Florida Tech is equal parts innovation and sunshine-Did we mention our 360-plus days of sunshine and 72-degree average daily temperature? We wanted a return to the old days when Larry and Sergey gave weekly talks, while protesting the Rubin payouts that those two approved. The last speaker of the day, Mihaela Ghidersa, gave a critical perspective on the backend-for-frontend (BFF) design pattern and suggested GraphQL as an alternative. At the walkout, I heard frustration from old-timers and “nooglers” (god help us) alike that they wish they could return to the good old days, back before Google built software for drones, before they fired dissenters and gave massive payouts to sexual harassers. We were protesting payouts from 2013, smack in the middle of this old “open culture” we were asking for a return to. These disparities between expectations and reality grew and became more visible – donations to anti-LGBT candidates, close partnerships with large oil companies, work on military drones, and of course, the Andy Rubin payouts. I am skeptical of this nostalgia; incentive alignment was perhaps a more convincing myth in the early days, but even then it failed to reflect reality.
Even in an imaginary world where Larry and Sergey wanted to limit Google’s growth to work only on what they believed to be ethical, the compensation scheme provided to employees would require exponential growth to keep salaries competitive. Back when Larry and Sergey were running the place. Larry and Sergey have since retreated from the public eye, but in an unusual arrangement for a public company, still own a majority voting stake. Or maybe there are some weak qualifications – you have to be a strong person who owns a shovel – but there are many strong people with shovels and it’s mostly luck that one of them was closer than another. This new need coevolved with the market, creating a feedback loop: a company influencing consumers who in turn influenced the company. Frontend developers can formulate queries to get the data that they need for their clients. If you have public health insurance, you get this number automatically in the mail. So far the fruits of my indieweb journey have allowed me to not only own my data, but to actually use it to build upon it. You aren’t going to try and build a hard real time system using Python/JavaScript for example, nor using Java or Go (unless you are allowed to restart it now and then). Th is artic le has be en written by GSA Content Generator Demoversion.
The implementation is dependent on the configuration (e.g. if you are using gunicorn or uwsgi) so I won’t go into the details. Certainly we should find them at fault, but it’s here that we, the employees, are complicit in these “perverse incentives” too. After much heartache and wallet searching I decided that we had to have a reliable engine so there was little else to do but find the money and find the engine. Its employees tended to have a more utopian outlook, aptly summarized by its former slogan, “Don’t be evil.” Employees expected executives to put ethical considerations above profit-making. So the solution is to find a business model where the more a company profits, the more good it does in the world. It knows any business is incentivized to turn a profit by any means possible. As a theory entirely built around choosing an ethical business model, it has no way to challenge unethical business models that already exist. This is why I decided to revive the website reviews as they were in the 90’s, this is why I re-registered my old domain, and why I built this website the way it is.
The incentive aligned world that we’d like to imagine has no way to ethically build an Uber, a company incentivized to pay their drivers as little as possible, without overtime, vacation, or health care. At the retreat, I often heard “incentive alignment” as a solution. Like many technological solutions, incentive alignment provides a thin veneer of egalitarianism without actually having to challenge power. After all, Google was an incentive aligned company. Google became a hotspot for organizing. I was working at Google during the 2018 Walkout for Real Change, a protest over the $90 million payout to a known sexual harasser, attended by more than 20,000 Google employees worldwide. While the retreat had been running annually for half a decade, I suspect 2018 felt a little different. Two days before, at dawn, I instead flew to the Bay Area to spend that weekend attending a retreat for young people in the technology industry. The first three scheduled performances were sold out to standing room only crowds so that two return performances were held, which also sold out. It was also a good excuse to try out Odin. I think it’s very reasonable to keep both the export and DAL code close as you don’t want serializing and deserializing to go out of sync, so that’s what I’m doing in my export tools.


■ What the task asks ■
What lines in the entries hold the string "name"? List them.

********

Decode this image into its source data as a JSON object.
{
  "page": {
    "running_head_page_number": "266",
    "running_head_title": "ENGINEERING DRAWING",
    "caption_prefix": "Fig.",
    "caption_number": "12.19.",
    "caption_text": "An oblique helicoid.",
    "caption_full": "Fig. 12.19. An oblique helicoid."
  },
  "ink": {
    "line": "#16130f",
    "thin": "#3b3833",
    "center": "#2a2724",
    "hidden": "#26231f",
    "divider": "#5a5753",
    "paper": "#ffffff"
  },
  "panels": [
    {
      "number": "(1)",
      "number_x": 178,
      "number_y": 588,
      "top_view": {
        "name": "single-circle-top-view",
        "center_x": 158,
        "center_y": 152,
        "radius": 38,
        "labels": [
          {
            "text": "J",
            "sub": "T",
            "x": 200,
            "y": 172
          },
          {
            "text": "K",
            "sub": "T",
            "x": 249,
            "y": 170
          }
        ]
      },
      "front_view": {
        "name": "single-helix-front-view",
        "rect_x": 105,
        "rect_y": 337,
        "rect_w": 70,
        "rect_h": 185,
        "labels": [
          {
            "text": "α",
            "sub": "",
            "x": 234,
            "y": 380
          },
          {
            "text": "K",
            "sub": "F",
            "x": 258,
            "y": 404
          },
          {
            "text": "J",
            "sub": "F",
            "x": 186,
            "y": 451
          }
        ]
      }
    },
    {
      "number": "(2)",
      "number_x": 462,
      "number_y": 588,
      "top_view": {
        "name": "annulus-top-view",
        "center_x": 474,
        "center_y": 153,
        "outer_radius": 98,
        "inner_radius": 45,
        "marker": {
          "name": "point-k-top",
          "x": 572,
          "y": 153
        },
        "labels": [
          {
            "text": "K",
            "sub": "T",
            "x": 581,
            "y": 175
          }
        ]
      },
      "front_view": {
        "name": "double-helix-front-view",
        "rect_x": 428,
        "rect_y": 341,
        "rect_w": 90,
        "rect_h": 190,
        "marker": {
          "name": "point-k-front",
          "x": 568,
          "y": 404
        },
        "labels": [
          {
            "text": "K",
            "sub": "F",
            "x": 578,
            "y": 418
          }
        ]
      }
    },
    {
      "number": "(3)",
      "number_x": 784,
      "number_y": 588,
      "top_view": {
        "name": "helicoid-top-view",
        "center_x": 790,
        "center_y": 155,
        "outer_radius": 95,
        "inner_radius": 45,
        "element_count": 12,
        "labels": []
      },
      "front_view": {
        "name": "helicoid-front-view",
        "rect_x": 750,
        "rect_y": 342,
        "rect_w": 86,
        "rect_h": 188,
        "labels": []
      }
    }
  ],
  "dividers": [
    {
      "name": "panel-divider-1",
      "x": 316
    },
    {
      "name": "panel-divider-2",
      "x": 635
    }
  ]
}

********

■ Finished task ■
        "name": "single-circle-top-view",
        "name": "single-helix-front-view",
        "name": "annulus-top-view",
          "name": "point-k-top",
        "name": "double-helix-front-view",
          "name": "point-k-front",
        "name": "helicoid-top-view",
        "name": "helicoid-front-view",
      "name": "panel-divider-1",
      "name": "panel-divider-2",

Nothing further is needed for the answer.